Working from home is now a normal part of life in many UK households, and bedrooms have quietly absorbed that change. With limited square footage in most homes, the dressing table is often asked to take on a second role as a desk. Chosen well, a single piece can serve both purposes without feeling like a compromise. Chosen poorly, it becomes neither a comfortable place to sit and work nor a calm spot to get ready.
A dressing table and a desk look similar at first glance, but they do quite different jobs. A dressing table tends to be lower, with a generous mirror and a surface that holds cosmetics, brushes, and small trays. A desk is usually deeper, taller, and clear of mirrors, with cable space and a chair that supports longer sitting sessions.
For a piece that handles both, you are looking for a careful middle ground. The surface should be wide enough for a laptop and notebook, deep enough for a screen if needed, and tidy enough to hold a few cosmetics without becoming cluttered. Pieces from our dressing tables collection often include considered storage that suits both uses.
For a laptop and a cup of coffee, around 100 to 110 cm of width is comfortable. If you also use a separate monitor, aim for 120 cm or more. Depth matters too. A dressing table that is too shallow will leave a laptop hanging off the edge, while one that is too deep can feel like a desk and lose its softer dressing table character.
Around 45 cm of depth is a useful starting point. It gives space for a laptop, a small mirror, and a tray of essentials without feeling industrial. In smaller rooms, look at our wider bedroom furniture collection for slimmer profiles that still offer real working width.
The mirror is where most dual purpose pieces succeed or fail. A fixed, oversized mirror is wonderful for getting ready but can be distracting when you are trying to focus on work. A few options worth considering:
Pieces from our mirror dressing tables selection often build the mirror into the design in ways that suit dual use. A wall mounted option from our wall mirrors range can also free up the surface entirely.
Mornings and working hours need different things from storage. Cosmetics, jewellery, and skincare want shallow drawers with dividers, while paperwork, chargers, and notebooks want deeper drawers and a small filing space. Look for a dressing table that mixes drawer sizes, ideally with at least one deeper drawer for office items.
A pedestal or small set of office pedestal drawers placed alongside the dressing table can absorb the office overflow. This keeps the main piece focused on lighter daily items while files and cables live discreetly nearby.
The chair is the part most homeowners underestimate. A delicate stool may suit a dressing table but quickly becomes uncomfortable for hours of work. A full office chair can dominate the bedroom and look out of place. The right answer is usually a slim accent chair with good back support, or a compact upholstered chair that can be tucked under the table when not in use.
If the bedroom is small, a chair from our home and office chairs range with a soft fabric finish and a reasonable backrest is often a more sympathetic choice than a typical task chair.
Lighting is where a dual purpose dressing table really earns its keep. Daytime makeup application benefits from soft, even light, ideally from the front. Working in the evening needs a focused task light that does not throw shadows across a keyboard. A pair of small table lamps either side of the mirror, or a slim adjustable task lamp tucked to one corner, will cover both needs.
Avoid placing the dressing table directly under a single overhead light, since the shadow on your face will fall in the wrong direction for makeup and the screen glare in the evening can be tiring.
Where the dressing table sits affects how usable it is. A wall away from the bed gives a clear sense of separation between sleep and work. A position near a window offers natural light during the day, although the chair should face away from direct glare. In rooms with built in wardrobes, an alcove next to them is often the natural home for a dual purpose dressing table, framed cleanly by the surrounding storage.
The biggest risk of working from a bedroom is the sense that work is always present. A few small habits keep the dressing table feeling like part of the bedroom rather than a desk that took over. Close the laptop at the end of the day, slide the chair under the table, and return any cosmetics to their tray. A folded mirror or a tidy vanity tray can switch the room back into its evening mode within a minute.
Chosen with care, a dressing table that doubles as an office becomes one of the most useful pieces in a UK home. It quietly bridges two parts of the day without making either feel compromised.
Yes, provided the width and depth are adequate and the chair offers proper support. Aim for at least 100 cm of width and 45 cm of depth, with a chair you can sit in for longer sessions.
A folding mirror or a wall mounted mirror above the table tends to work better than a large fixed mirror on the surface, since it keeps the workspace clear when needed.
Pack work items away each evening, slide the chair under the table, and reset the surface with a tray of cosmetics or a small vase. A tidy mirror reset signals the end of the working day.
A pair of small lamps either side of the mirror gives even light for makeup, while a slim adjustable task lamp covers focused work in the evening. Avoid relying on a single overhead light.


Your answer must be an exact transcription of the data, with every picture omitted.

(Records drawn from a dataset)

━━━━━━━━━━━━━━━━━━━━━━━━━━━━━━

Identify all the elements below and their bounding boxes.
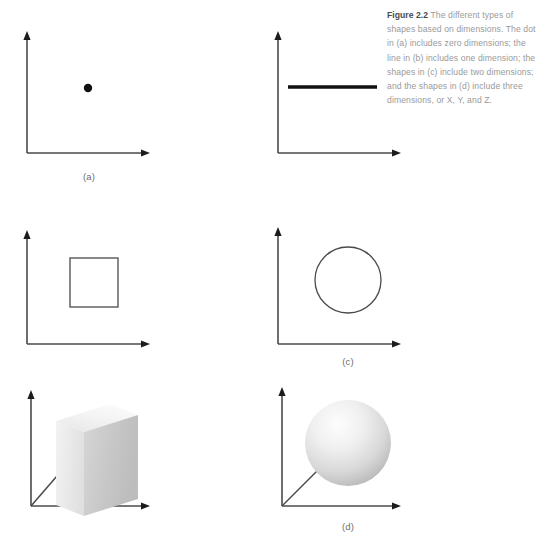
y-axis-arrowhead-d-right bbox=[278, 387, 285, 396]
figure-2-2: Figure 2.2 The different types of shapes… bbox=[0, 0, 541, 551]
x-axis-arrowhead-d-right bbox=[392, 502, 401, 509]
panel-c-square bbox=[0, 225, 200, 360]
z-axis-line-d-right bbox=[282, 467, 321, 506]
x-axis-arrowhead-a bbox=[141, 149, 150, 156]
x-axis-arrowhead-c-left bbox=[141, 340, 150, 347]
y-axis-arrowhead-c-left bbox=[23, 230, 30, 239]
axes-2d-c-left bbox=[23, 230, 150, 348]
y-axis-arrowhead-a bbox=[23, 31, 30, 40]
panel-c-circle-graphic bbox=[255, 225, 455, 360]
panel-d-sphere: (d) bbox=[255, 385, 465, 525]
axes-2d-c-right bbox=[274, 227, 401, 348]
x-axis-arrowhead-d-left bbox=[141, 502, 150, 509]
square-shape bbox=[70, 258, 118, 307]
y-axis-arrowhead-b bbox=[274, 31, 281, 40]
panel-a-graphic bbox=[0, 0, 200, 175]
panel-d-cube bbox=[0, 385, 210, 525]
panel-d-cube-graphic bbox=[0, 385, 210, 525]
panel-c-circle: (c) bbox=[255, 225, 455, 360]
axes-2d-a bbox=[23, 31, 150, 157]
panel-label-a: (a) bbox=[83, 171, 95, 182]
cube-front-face bbox=[56, 421, 84, 516]
panel-c-square-graphic bbox=[0, 225, 200, 360]
panel-label-d: (d) bbox=[342, 521, 354, 532]
panel-a: (a) bbox=[0, 0, 200, 175]
z-axis-line-d-left bbox=[31, 476, 57, 506]
panel-label-c: (c) bbox=[342, 356, 354, 367]
sphere-shape bbox=[305, 400, 391, 486]
circle-shape bbox=[315, 247, 381, 313]
x-axis-arrowhead-c-right bbox=[392, 340, 401, 347]
x-axis-arrowhead-b bbox=[392, 149, 401, 156]
cube-shape bbox=[56, 404, 138, 516]
panel-d-sphere-graphic bbox=[255, 385, 465, 525]
y-axis-arrowhead-c-right bbox=[274, 227, 281, 236]
dot-shape bbox=[84, 84, 92, 92]
panel-b-graphic bbox=[255, 0, 455, 175]
axes-2d-b bbox=[274, 31, 401, 157]
cube-side-face bbox=[84, 415, 138, 516]
y-axis-arrowhead-d-left bbox=[27, 390, 34, 399]
panel-b: (b) bbox=[255, 0, 455, 175]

━━━━━━━━━━━━━━━━━━━━━━━━━━━━━━

== ANSWER TO THIS EXERCISE ==
Identify all the elements below and their bounding boxes.
y-axis-arrowhead-d-right bbox=[278, 387, 285, 396]
figure-2-2: Figure 2.2 The different types of shapes… bbox=[0, 0, 541, 551]
x-axis-arrowhead-d-right bbox=[392, 502, 401, 509]
panel-c-square bbox=[0, 225, 200, 360]
z-axis-line-d-right bbox=[282, 467, 321, 506]
x-axis-arrowhead-a bbox=[141, 149, 150, 156]
x-axis-arrowhead-c-left bbox=[141, 340, 150, 347]
y-axis-arrowhead-c-left bbox=[23, 230, 30, 239]
axes-2d-c-left bbox=[23, 230, 150, 348]
y-axis-arrowhead-a bbox=[23, 31, 30, 40]
panel-c-circle-graphic bbox=[255, 225, 455, 360]
panel-d-sphere: (d) bbox=[255, 385, 465, 525]
axes-2d-c-right bbox=[274, 227, 401, 348]
x-axis-arrowhead-d-left bbox=[141, 502, 150, 509]
square-shape bbox=[70, 258, 118, 307]
y-axis-arrowhead-b bbox=[274, 31, 281, 40]
panel-a-graphic bbox=[0, 0, 200, 175]
panel-d-cube bbox=[0, 385, 210, 525]
panel-d-cube-graphic bbox=[0, 385, 210, 525]
panel-c-circle: (c) bbox=[255, 225, 455, 360]
axes-2d-a bbox=[23, 31, 150, 157]
panel-label-a: (a) bbox=[83, 171, 95, 182]
cube-front-face bbox=[56, 421, 84, 516]
panel-c-square-graphic bbox=[0, 225, 200, 360]
panel-label-d: (d) bbox=[342, 521, 354, 532]
panel-a: (a) bbox=[0, 0, 200, 175]
z-axis-line-d-left bbox=[31, 476, 57, 506]
panel-label-c: (c) bbox=[342, 356, 354, 367]
sphere-shape bbox=[305, 400, 391, 486]
circle-shape bbox=[315, 247, 381, 313]
x-axis-arrowhead-c-right bbox=[392, 340, 401, 347]
x-axis-arrowhead-b bbox=[392, 149, 401, 156]
cube-shape bbox=[56, 404, 138, 516]
panel-d-sphere-graphic bbox=[255, 385, 465, 525]
y-axis-arrowhead-c-right bbox=[274, 227, 281, 236]
dot-shape bbox=[84, 84, 92, 92]
panel-b-graphic bbox=[255, 0, 455, 175]
axes-2d-b bbox=[274, 31, 401, 157]
cube-side-face bbox=[84, 415, 138, 516]
y-axis-arrowhead-d-left bbox=[27, 390, 34, 399]
panel-b: (b) bbox=[255, 0, 455, 175]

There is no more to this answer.